I’m sure I could hear a collective sigh of relief from the Greater Manchester Combined Authority this week, when the consultation on the draft version of the Greater Manchester Spatial Framework closed.

After two years of internal discussions, lobbying from the private sector and limited public scrutiny, the scale of the Combined Authority’s ambition has been laid bare for all to see in recent months. 227,000 new homes, plus new employment space over the next 20 years, was always going to be a politically ambitious, if not necessarily economically ambitious, target. Add to the mix some (limited) Green Belt release and it shouldn’t be a surprise to anyone that councillors and MPs have been lining up to demand a wholescale re-think.

Nor should it be a surprise that the bookies’ favourite to become Manchester Mayor, Andy Burnham, has declared that the GMSF is “unfair and disproportionate” and that it should avoid any loss of Green Belt development. Burnham has been slowly moving in this direction since his nomination last year. Ditto, the Lib Dem Mayoral candidate Cllr Jane Brophy. Conservative Cllr Sean Anstee stands out from the crowd (at least for now) as the only Mayoral candidate prepared to publically stand up for an ambitious and robust GMSF.

As the Combined Authority assesses the feedback received it should also review how it has arrived at a place where at least two of the 10 GM authorities could refuse to back the plan, where MPs like Jim McMahon are calling for radical alterations and where the Prime Minister is asked to give her view at PMQs.

If you don’t explain the problem, people will not accept the solution and it seems to me that the region’s leaders could have done more to prepare the public and local councillors for the difficult choices ahead.

At Remarkable Group we know from experience that more and more people are prepared to support new housing because of their experiences of the housing market. But to transform sentiment into action you need to tap into the everyday aspirations of people who want to get on and up the housing ladder.

Rather than discussing the GMSF in grand economic and spatial terms the City Region’s leaders need to find a way to explain how more homes of the right size and in the right place will help to reduce prices, free-up existing housing stock and attract employers who will pay better salaries. If they can do this, they may yet find a way of countering the emotive and vocal arguments of the 33 or so local opposition groups that are thus far seemingly winning the argument.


• Task: Copy each of the records exactly.

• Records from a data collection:

——

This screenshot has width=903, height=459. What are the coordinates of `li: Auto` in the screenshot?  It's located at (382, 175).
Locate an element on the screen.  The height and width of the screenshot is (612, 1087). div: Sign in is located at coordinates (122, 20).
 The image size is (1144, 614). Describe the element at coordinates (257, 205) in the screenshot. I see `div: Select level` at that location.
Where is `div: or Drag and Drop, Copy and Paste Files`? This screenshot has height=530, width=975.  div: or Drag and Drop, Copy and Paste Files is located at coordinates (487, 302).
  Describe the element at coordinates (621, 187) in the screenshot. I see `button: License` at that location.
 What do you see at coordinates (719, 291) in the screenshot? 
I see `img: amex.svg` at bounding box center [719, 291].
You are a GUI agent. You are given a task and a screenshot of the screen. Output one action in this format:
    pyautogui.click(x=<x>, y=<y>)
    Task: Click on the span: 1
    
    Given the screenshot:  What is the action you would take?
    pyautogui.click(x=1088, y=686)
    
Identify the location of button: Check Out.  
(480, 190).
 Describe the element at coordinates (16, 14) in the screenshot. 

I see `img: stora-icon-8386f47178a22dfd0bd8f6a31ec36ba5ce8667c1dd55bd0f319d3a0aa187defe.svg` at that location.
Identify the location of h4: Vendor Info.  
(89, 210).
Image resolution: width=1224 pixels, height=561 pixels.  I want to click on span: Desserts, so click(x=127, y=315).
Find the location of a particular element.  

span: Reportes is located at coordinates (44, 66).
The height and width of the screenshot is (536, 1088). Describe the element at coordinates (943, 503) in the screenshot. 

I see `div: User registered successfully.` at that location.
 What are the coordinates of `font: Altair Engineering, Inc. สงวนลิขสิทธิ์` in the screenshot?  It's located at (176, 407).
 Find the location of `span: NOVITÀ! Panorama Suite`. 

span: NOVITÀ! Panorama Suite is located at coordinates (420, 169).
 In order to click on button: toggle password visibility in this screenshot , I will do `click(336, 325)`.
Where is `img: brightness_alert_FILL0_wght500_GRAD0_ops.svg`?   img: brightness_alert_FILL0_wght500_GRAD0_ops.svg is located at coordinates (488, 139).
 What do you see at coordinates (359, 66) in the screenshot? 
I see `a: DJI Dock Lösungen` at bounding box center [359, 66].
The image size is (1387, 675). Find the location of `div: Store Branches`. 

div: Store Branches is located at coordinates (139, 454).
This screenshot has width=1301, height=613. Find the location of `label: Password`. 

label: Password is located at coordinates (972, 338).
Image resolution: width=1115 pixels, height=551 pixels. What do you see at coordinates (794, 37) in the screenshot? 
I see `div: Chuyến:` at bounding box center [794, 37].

——

• Expected answer:
This screenshot has width=903, height=459. What are the coordinates of `li: Auto` in the screenshot?  It's located at (382, 175).
Locate an element on the screen.  The height and width of the screenshot is (612, 1087). div: Sign in is located at coordinates (122, 20).
 The image size is (1144, 614). Describe the element at coordinates (257, 205) in the screenshot. I see `div: Select level` at that location.
Where is `div: or Drag and Drop, Copy and Paste Files`? This screenshot has height=530, width=975.  div: or Drag and Drop, Copy and Paste Files is located at coordinates (487, 302).
  Describe the element at coordinates (621, 187) in the screenshot. I see `button: License` at that location.
 What do you see at coordinates (719, 291) in the screenshot? 
I see `img: amex.svg` at bounding box center [719, 291].
You are a GUI agent. You are given a task and a screenshot of the screen. Output one action in this format:
    pyautogui.click(x=<x>, y=<y>)
    Task: Click on the span: 1
    
    Given the screenshot:  What is the action you would take?
    pyautogui.click(x=1088, y=686)
    
Identify the location of button: Check Out.  
(480, 190).
 Describe the element at coordinates (16, 14) in the screenshot. 

I see `img: stora-icon-8386f47178a22dfd0bd8f6a31ec36ba5ce8667c1dd55bd0f319d3a0aa187defe.svg` at that location.
Identify the location of h4: Vendor Info.  
(89, 210).
Image resolution: width=1224 pixels, height=561 pixels.  I want to click on span: Desserts, so click(x=127, y=315).
Find the location of a particular element.  

span: Reportes is located at coordinates (44, 66).
The height and width of the screenshot is (536, 1088). Describe the element at coordinates (943, 503) in the screenshot. 

I see `div: User registered successfully.` at that location.
 What are the coordinates of `font: Altair Engineering, Inc. สงวนลิขสิทธิ์` in the screenshot?  It's located at (176, 407).
 Find the location of `span: NOVITÀ! Panorama Suite`. 

span: NOVITÀ! Panorama Suite is located at coordinates (420, 169).
 In order to click on button: toggle password visibility in this screenshot , I will do `click(336, 325)`.
Where is `img: brightness_alert_FILL0_wght500_GRAD0_ops.svg`?   img: brightness_alert_FILL0_wght500_GRAD0_ops.svg is located at coordinates (488, 139).
 What do you see at coordinates (359, 66) in the screenshot? 
I see `a: DJI Dock Lösungen` at bounding box center [359, 66].
The image size is (1387, 675). Find the location of `div: Store Branches`. 

div: Store Branches is located at coordinates (139, 454).
This screenshot has width=1301, height=613. Find the location of `label: Password`. 

label: Password is located at coordinates (972, 338).
Image resolution: width=1115 pixels, height=551 pixels. What do you see at coordinates (794, 37) in the screenshot? 
I see `div: Chuyến:` at bounding box center [794, 37].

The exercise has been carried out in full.